A few months before the pandemic disrupted motivations of all our cultural habits, CAMS – University Center for Scientific Museums of the University of Perugia asked me to produce some promotional videos to show the great variety of collections included in their eight museums.
CAMS collections range from natural history to classical sculpture, passing through human anatomy, zoology, history of agriculture, mathematics exhibits and two gardens, botanical and medieval. With this enormous variety in front of my eyes, I immediately looked for a theme or an image that would tell a unified story.
What do these collections tell as a whole? Worlds far apart, what do they have in common?
In accordance with curators and managers of the Center, I thought these different worlds were all there, accessible to all: a flight of stairs is enough to go from a journey into the human body to an adventure in Africa. Worlds at Your Fingertips became the title. This also suggested to me who – or what – should be the protagonist: the hands.

After all, one of the things that most strikes the visitors of CAMS is the fact that the collections are literally at hand, with samples displayed in the middle of the path, outside the display cases and often visitors can manipulate or touch them. It is not just the ludic hands-on concept of interactive exhibits: it’s a real tactile experience on plaster busts, phrenological skulls and mammoth fossils.
Hands would therefore have been the protagonists. Which hands? For each of the eight museums I needed a pair of hands that reflected the concepts contained in the exhibition, that were consistent with it; hands of visitors, hands of technicians at work, hands with experience close to the samples. When I identified what kind of hands I would like for each museum, all that remained was to carry out a real handsscouting session – “Do you know a man with tattoos from forearm to fingers?” or “Do you have mechanical workers at CAMS?” or “Perfect! Your hands look like a witch “.
Finally, I could turn the camera onand begin to shoot. The series consists of 8 per 30-second promotional videos, one for each museum, plus a longer video clip that collects them all.

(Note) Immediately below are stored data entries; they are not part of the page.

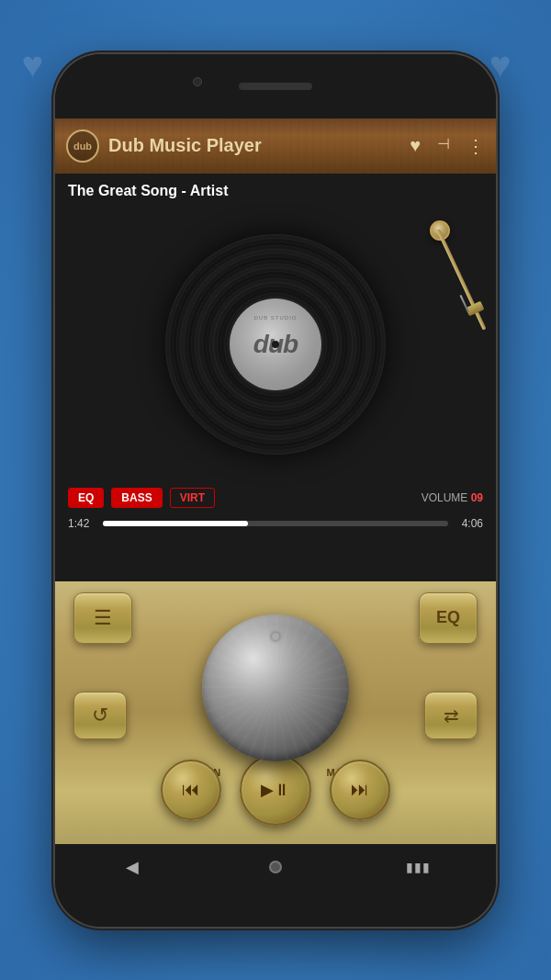  What do you see at coordinates (191, 790) in the screenshot?
I see `previous-icon: ⏮` at bounding box center [191, 790].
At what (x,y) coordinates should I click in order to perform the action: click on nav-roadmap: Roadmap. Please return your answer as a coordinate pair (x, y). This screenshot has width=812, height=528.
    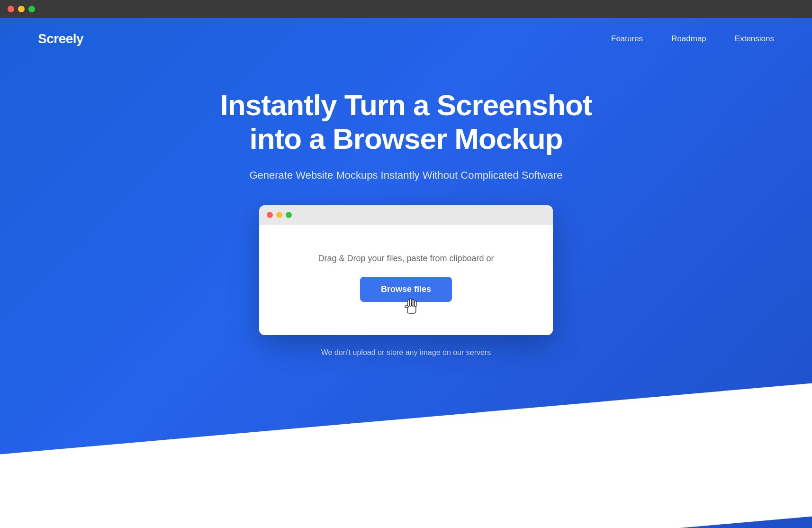
    Looking at the image, I should click on (689, 39).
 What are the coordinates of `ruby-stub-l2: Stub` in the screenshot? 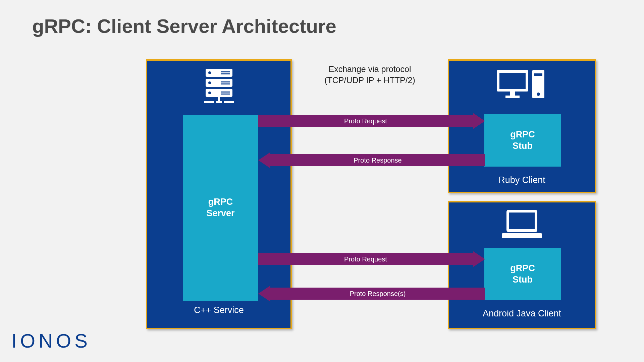 It's located at (523, 146).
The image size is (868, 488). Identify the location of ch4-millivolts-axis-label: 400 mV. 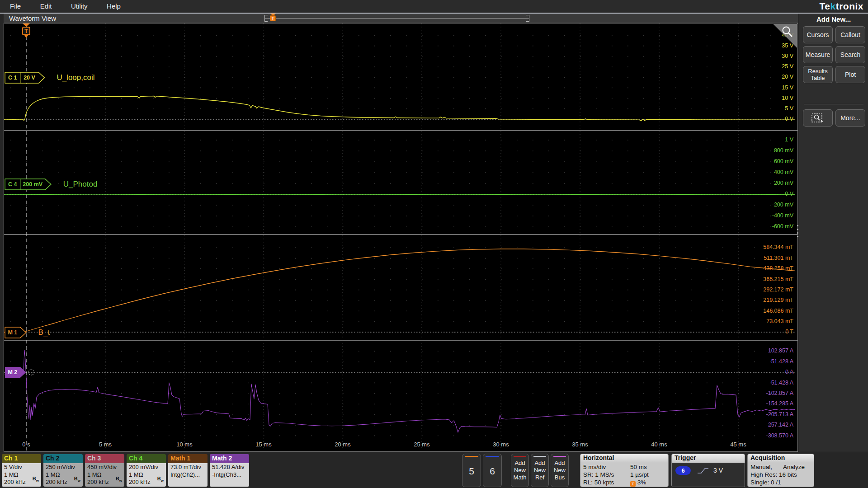
(784, 172).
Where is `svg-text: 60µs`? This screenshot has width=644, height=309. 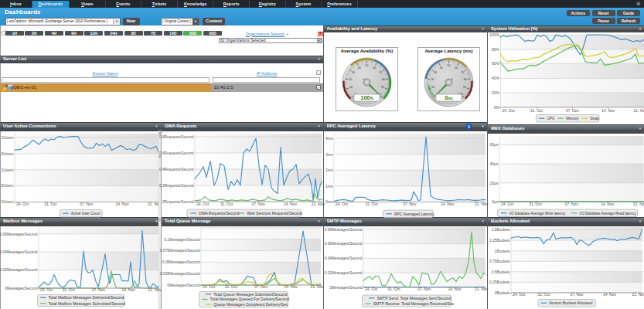
svg-text: 60µs is located at coordinates (495, 144).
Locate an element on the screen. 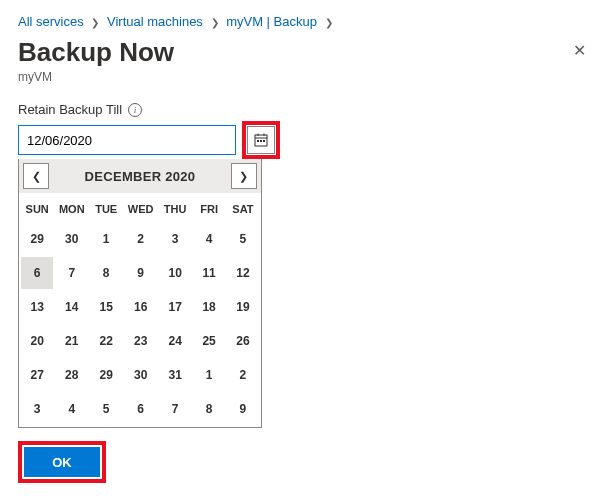 This screenshot has height=501, width=612. calendar-day-header: FRI is located at coordinates (209, 208).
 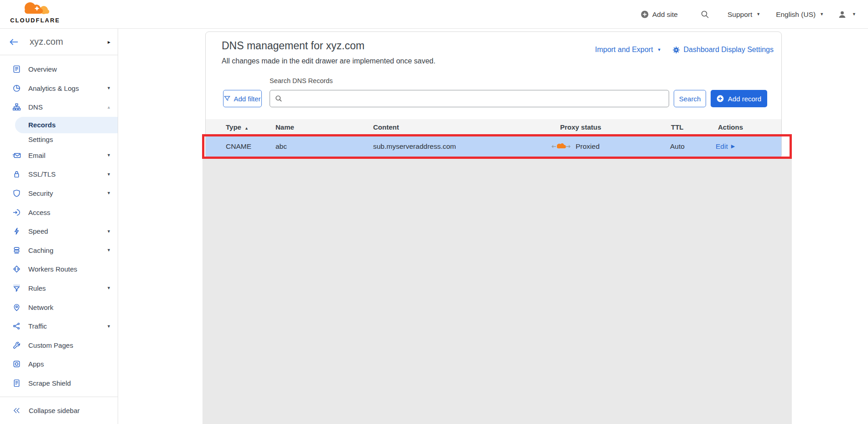 I want to click on access-icon, so click(x=16, y=213).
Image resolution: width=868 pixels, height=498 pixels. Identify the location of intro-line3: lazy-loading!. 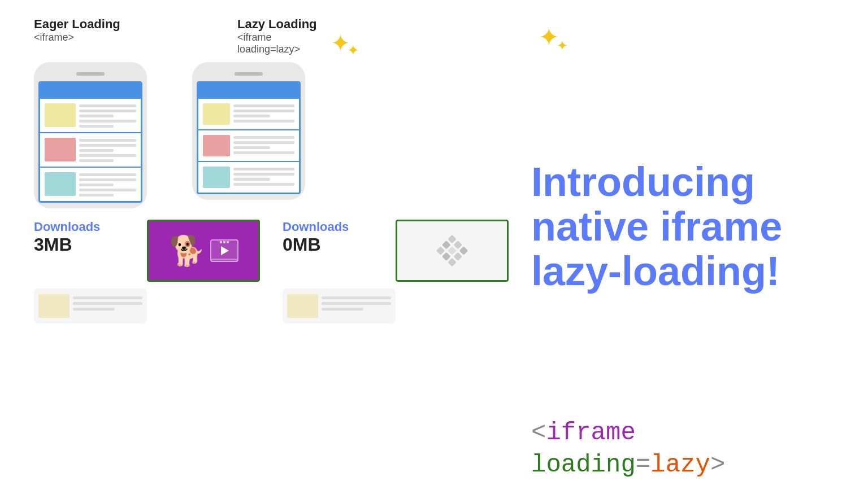
(656, 271).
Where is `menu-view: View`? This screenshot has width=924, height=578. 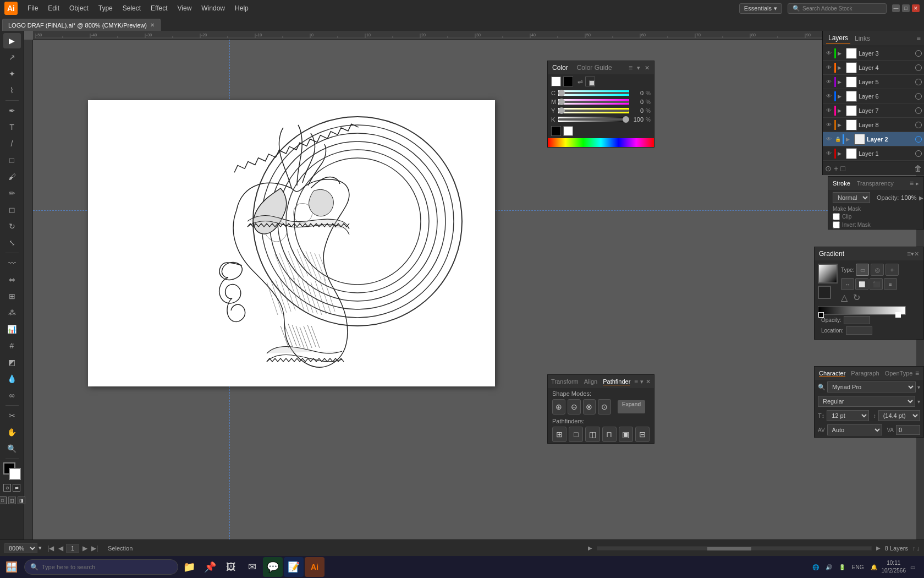 menu-view: View is located at coordinates (185, 8).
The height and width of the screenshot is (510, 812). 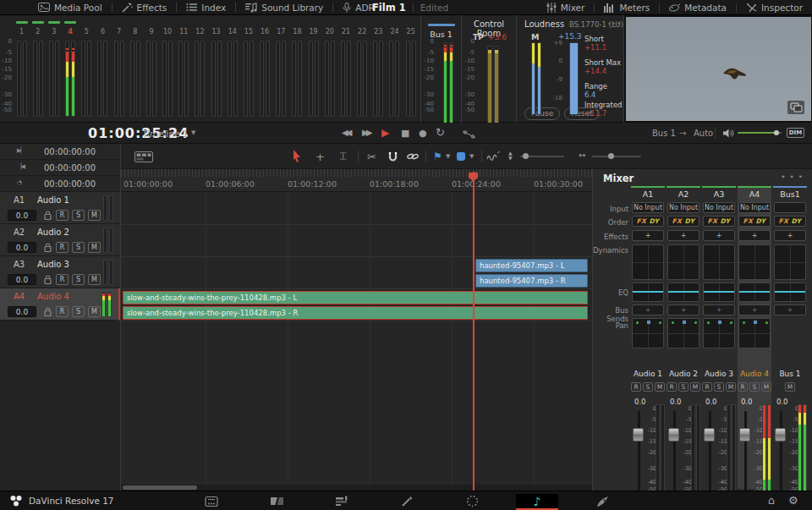 What do you see at coordinates (796, 107) in the screenshot?
I see `expand-viewer-icon` at bounding box center [796, 107].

Closed doors and steady hands
After less than a month from the videos release, CAMS museums, like the whole country, closed their doors. Suddenly those Worlds were no longer within reach. Indeed, the world was evolving in a direction in which hands became a new taboo: touching objects, shaking hands were all behaviors no longer legit. Many other elements that were included in videos continued to work, such as samples, textures and keywords.
What, however, could no longer work at that time was precisely the advertising approach. This series tells the viewer: “Hey, here are worlds to visit, come and visit us!”. But in the world of lockdowns and red zones, this promise cannot be kept.

Only one
Like all cultural heritage operators, we then tried to outline a way to bring content to people at home. The new series of videos, again a cycle of eight, had to be closer to the content, more explicit in telling details. Wanting to stay in the short format, the virtual guided tour or the complete story of each museum were excluded. Also, I’m honest with myself, hardly when I leave a visit I remember everything I’ve seen; more easily I go home with a single specific story in my mind, a specific character, a story, which however often manages to anchor the whole experience lived in the museum.
“Here, we need something like this” I thought. Along with Sergio Gentili, head of the Casalina Center, we came up with the idea of telling “only one sample” for each museum. One specimen to symbolize them all, an extreme synthesis operation. A specimen for all became the title of this second series of short videos about CAMS. Eight samples, eight anecdotes and eight keywords that enclose them.

Learning fast
The pandemic forced cultural institutions to review their communication within a few weeks. Suddenly everyone felt the need to be online, to bring their content to people’s homes. Communication tools such as videos rapidly shifted from being a museum invitation to being the museum. We all realized very abruptly how important a genuine, more direct contact with our audience is also through a media such as video, which very often was intended only as an informative, one-way communication.
Looking beyond the objective difficulties of the moment, I believe that this new imprint, more oriented towards the public and keen to dialogue, could really help cultural institutions communication even when we’ll return to visit museums and galleries. After all, it is exactly what you do in presence, why not do it on video?